South Pole Station is made up of several buildings, with drastically different purposes.
Our main, inhabited station buildings are comfortably heated! My berthing room, where I’m sitting now to write this post, is a balmy 68°F. A lot of our outbuildings, if they’re designed for people, are also comfortably heated.
Some of our storage is “DNF” (Do Not Freeze), meaning it is heated.
DNF cargo is marked accordingly:
Edit: By absurdly popular request (??), here are the tux penguin stickers. It’s just a commodity item that can be purchased by the roll. Go nuts! This is not an endorsement. Y’all just seem to love these stickers.
On the other hand, there is a lot of unheated storage / warehousing space! The ambient outside temperature averages -56.9°F year-round. We don’t heat spaces unless we have to! If something can be allowed to freeze without being damaged, we’ll store in an unheated warehouse or outside.
We also store a LOT of stuff. We’re at the literal end of the world, and the supply chain for getting things here is looooong. This means we warehouse a huge amount of supplies, for safety and operational contingency planning. It’s not uncommon to see multiple flight manifests in a row that say things like “POULTRY, FROZEN, 10,000 lbs”. We’re all stocked up for another few years!
One fascinating byproduct of this is that we have a HUGE amount of very, very cold indoor space, with people constantly scurrying around storing and retrieving items.
People exhale warm moist air, into an environment that is hostile to both. As breath rapidly cools down to -40°F, that moisture has to go somewhere, and it freezes onto any available surface.
Exhaled breath into -40°F air.
Over decades of accumulation, this leads to some mesmerizing frost formations.
It’s surreal walking around. It kind of feels like a post-apocalyptic Home Depot:
The building is used by personnel, and as such it is outfitted per fire code. Things do still burn in the cold! It’s strange walking around and seeing infrastructure caked in ice.
Remember though – it’s -40°F in here. The ice isn’t really “wet” per se. It has the consistency of shattered automotive safety glass. On a related note, the snow doesn’t really behave like “frozen water crystals”. It’s more like “very cold sand”.
There’s an intriguing series of doorways that have accumulated a large quantity of frost. Walking through these feels like walking down a tree-lined street after a fresh snowfall.
Even the signage collects frost!
Depending on the weather outside, it’s often colder indoors than out. Even several months in, it still catches me off guard sometimes. I sometimes still forget to layer up before going to an unheated warehouse.
I hope others find these photos as interesting as I did.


§ **What the task asks**
Take every line from the listing below that includes "arrowhead" and copy it.
----------------
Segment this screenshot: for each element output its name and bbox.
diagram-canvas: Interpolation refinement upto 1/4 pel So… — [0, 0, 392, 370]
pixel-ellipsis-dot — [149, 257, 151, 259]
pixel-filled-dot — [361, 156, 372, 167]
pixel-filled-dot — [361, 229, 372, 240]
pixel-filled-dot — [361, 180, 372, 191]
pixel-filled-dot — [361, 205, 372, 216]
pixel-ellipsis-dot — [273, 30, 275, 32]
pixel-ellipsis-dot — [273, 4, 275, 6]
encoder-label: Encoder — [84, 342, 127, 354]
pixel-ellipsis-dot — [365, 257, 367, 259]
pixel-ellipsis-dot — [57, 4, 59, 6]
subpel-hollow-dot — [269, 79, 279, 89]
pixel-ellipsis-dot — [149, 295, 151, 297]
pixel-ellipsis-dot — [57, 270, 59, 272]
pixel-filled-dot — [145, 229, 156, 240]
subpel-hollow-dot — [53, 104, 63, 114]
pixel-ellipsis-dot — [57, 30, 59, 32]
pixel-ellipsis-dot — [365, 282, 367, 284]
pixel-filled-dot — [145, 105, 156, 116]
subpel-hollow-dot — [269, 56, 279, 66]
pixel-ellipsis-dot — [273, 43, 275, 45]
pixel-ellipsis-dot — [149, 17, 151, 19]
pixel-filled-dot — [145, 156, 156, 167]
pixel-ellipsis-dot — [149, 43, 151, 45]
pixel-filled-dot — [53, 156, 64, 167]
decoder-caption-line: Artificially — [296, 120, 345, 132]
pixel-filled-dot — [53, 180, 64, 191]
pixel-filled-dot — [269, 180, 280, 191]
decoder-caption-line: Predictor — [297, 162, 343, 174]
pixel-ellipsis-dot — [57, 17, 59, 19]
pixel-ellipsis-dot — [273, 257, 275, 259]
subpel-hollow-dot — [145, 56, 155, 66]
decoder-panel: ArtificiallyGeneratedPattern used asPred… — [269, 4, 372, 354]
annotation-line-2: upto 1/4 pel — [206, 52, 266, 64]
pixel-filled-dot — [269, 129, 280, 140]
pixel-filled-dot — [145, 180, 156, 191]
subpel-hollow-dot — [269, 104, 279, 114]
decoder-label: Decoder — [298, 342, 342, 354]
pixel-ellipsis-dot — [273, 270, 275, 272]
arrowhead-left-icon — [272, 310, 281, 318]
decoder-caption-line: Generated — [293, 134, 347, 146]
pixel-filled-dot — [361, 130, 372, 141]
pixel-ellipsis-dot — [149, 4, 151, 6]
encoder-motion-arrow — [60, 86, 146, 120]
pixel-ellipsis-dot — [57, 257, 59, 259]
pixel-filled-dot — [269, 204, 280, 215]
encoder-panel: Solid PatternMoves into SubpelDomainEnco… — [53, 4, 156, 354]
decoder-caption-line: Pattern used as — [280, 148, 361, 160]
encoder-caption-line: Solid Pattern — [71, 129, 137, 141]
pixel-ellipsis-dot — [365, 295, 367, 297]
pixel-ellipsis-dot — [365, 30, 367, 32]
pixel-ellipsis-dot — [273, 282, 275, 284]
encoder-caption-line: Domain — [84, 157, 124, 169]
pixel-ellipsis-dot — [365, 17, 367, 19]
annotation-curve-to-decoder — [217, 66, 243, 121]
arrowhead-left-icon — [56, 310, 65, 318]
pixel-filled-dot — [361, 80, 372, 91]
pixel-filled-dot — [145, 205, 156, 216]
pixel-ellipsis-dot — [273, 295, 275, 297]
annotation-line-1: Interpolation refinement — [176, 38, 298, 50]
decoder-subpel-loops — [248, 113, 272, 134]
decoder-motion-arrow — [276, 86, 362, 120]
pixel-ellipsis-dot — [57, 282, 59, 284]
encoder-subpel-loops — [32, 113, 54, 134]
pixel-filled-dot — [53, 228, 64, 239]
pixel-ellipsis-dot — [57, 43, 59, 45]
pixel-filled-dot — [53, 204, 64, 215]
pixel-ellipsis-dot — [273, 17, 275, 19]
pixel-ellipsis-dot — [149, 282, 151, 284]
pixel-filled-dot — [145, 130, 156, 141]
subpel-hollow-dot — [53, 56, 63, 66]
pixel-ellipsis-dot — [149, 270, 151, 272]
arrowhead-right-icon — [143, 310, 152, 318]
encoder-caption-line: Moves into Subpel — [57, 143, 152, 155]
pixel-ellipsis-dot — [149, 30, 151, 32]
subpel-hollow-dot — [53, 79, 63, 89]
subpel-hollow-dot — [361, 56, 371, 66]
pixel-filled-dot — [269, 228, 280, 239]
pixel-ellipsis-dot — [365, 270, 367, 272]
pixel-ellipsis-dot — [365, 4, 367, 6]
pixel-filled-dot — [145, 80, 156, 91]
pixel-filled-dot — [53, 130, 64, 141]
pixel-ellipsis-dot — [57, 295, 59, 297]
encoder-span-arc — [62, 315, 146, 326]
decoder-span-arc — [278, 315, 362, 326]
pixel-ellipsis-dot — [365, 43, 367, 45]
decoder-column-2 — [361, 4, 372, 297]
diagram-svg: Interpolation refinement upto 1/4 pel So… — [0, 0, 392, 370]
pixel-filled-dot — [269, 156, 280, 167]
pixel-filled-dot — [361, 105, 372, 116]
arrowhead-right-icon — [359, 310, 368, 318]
----------------
§ **Exercise solution**
arrowhead-left-icon — [272, 310, 281, 318]
arrowhead-left-icon — [56, 310, 65, 318]
arrowhead-right-icon — [143, 310, 152, 318]
arrowhead-right-icon — [359, 310, 368, 318]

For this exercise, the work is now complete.